My machine is in a sorry state at the moment and I could use some help in working out a logical approach to finding out what is wrong.
I came home on Friday to be told by my son that the PC had been asking for a system disk, but when I started it up everything appeared to be working as normal and I got a couple of hours use before stopping for the evening. Yesterday he tried using it again and this time I saw the system disk request and watching it boot up, could see the primary SSD was showing a SMART error. I checked connections and then ended up with the system failing to recognise anything in that port.
Next job was to swap some disks around and that led to the alternative drive not being recognised by the BIOS. The machine couldn't boot in to Windows though... it showed me the swinging balls under the Windows 10 logo for ages before eventually powering down. I don't know if that was because it was trying to boot to a drive that wasn't attached to its normal port on the motherboard.
Trying again this morning, everything is very slow. It takes the BIOS thirty second or more to identify the disks (SSD x 2, HDD, DVD). I got as far as a Windows self diagnosis that doesn't tell you what it's trying to do and on a reboot it let me log in to Windows, but only to a black screen. It has been powering down for about ten minutes (blue screen with swinging balls).
I had initially thought it was the SSD failing, but now it feels more like a motherboard issue. I don't understand why everything is now going so slowly and if that tells me anything.

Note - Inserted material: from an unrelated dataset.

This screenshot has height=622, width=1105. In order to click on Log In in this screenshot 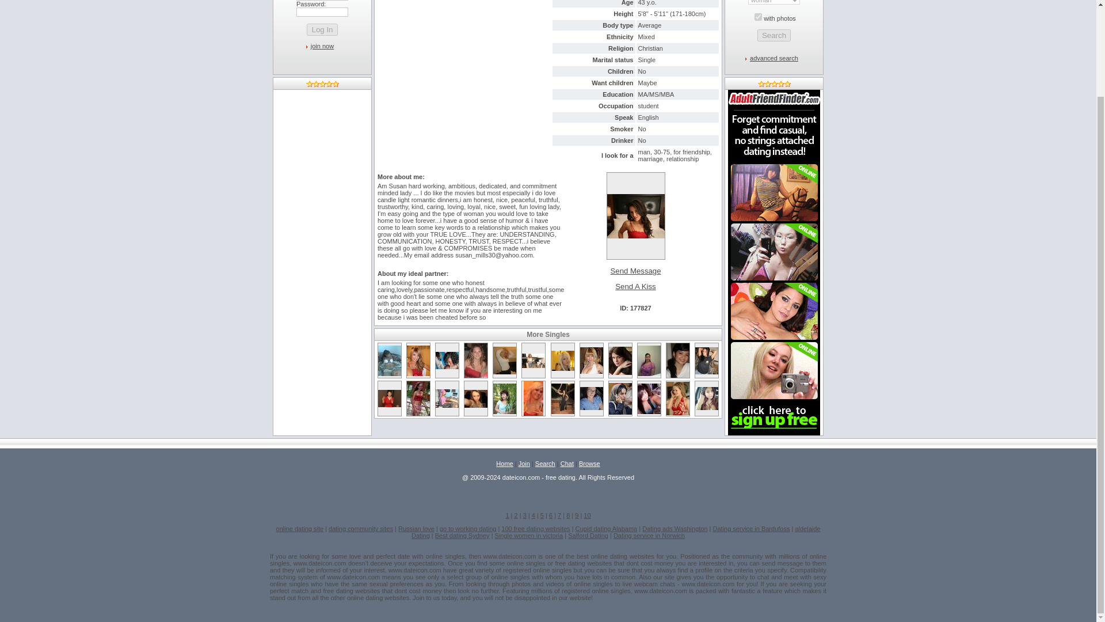, I will do `click(322, 29)`.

I think the next job is to connect only the primary SSD and see if that helps narrow down what's causing the problem. If I can get in to Windows, are there any particular diagnosis tools I should use?
Any other thoughts about what I should look in to?
I came home on Friday to be told by my son that the PC had been asking for a system disk, but when I started it up everything appeared to be working as normal and I got a couple of hours use before stopping for the evening. Yesterday he tried using it again and this time I saw the system disk request and watching it boot up, could see the primary SSD was showing a SMART error. I checked connections and then ended up with the system failing to recognise anything in that port.
Next job was to swap some disks around and that led to the alternative drive not being recognised by the BIOS. The machine couldn't boot in to Windows though... it showed me the swinging balls under the Windows 10 logo for ages before eventually powering down. I don't know if that was because it was trying to boot to a drive that wasn't attached to its normal port on the motherboard.
Trying again this morning, everything is very slow. It takes the BIOS thirty second or more to identify the disks (SSD x 2, HDD, DVD). I got as far as a Windows self diagnosis that doesn't tell you what it's trying to do and on a reboot it let me log in to Windows, but only to a black screen. It has been powering down for about ten minutes (blue screen with swinging balls).
I had initially thought it was the SSD failing, but now it feels more like a motherboard issue. I don't understand why everything is now going so slowly and if that tells me anything.
I think the next job is to connect only the primary SSD and see if that helps narrow down what's causing the problem. If I can get in to Windows, are there any particular diagnosis tools I should use?
Any other thoughts about what I should look in to?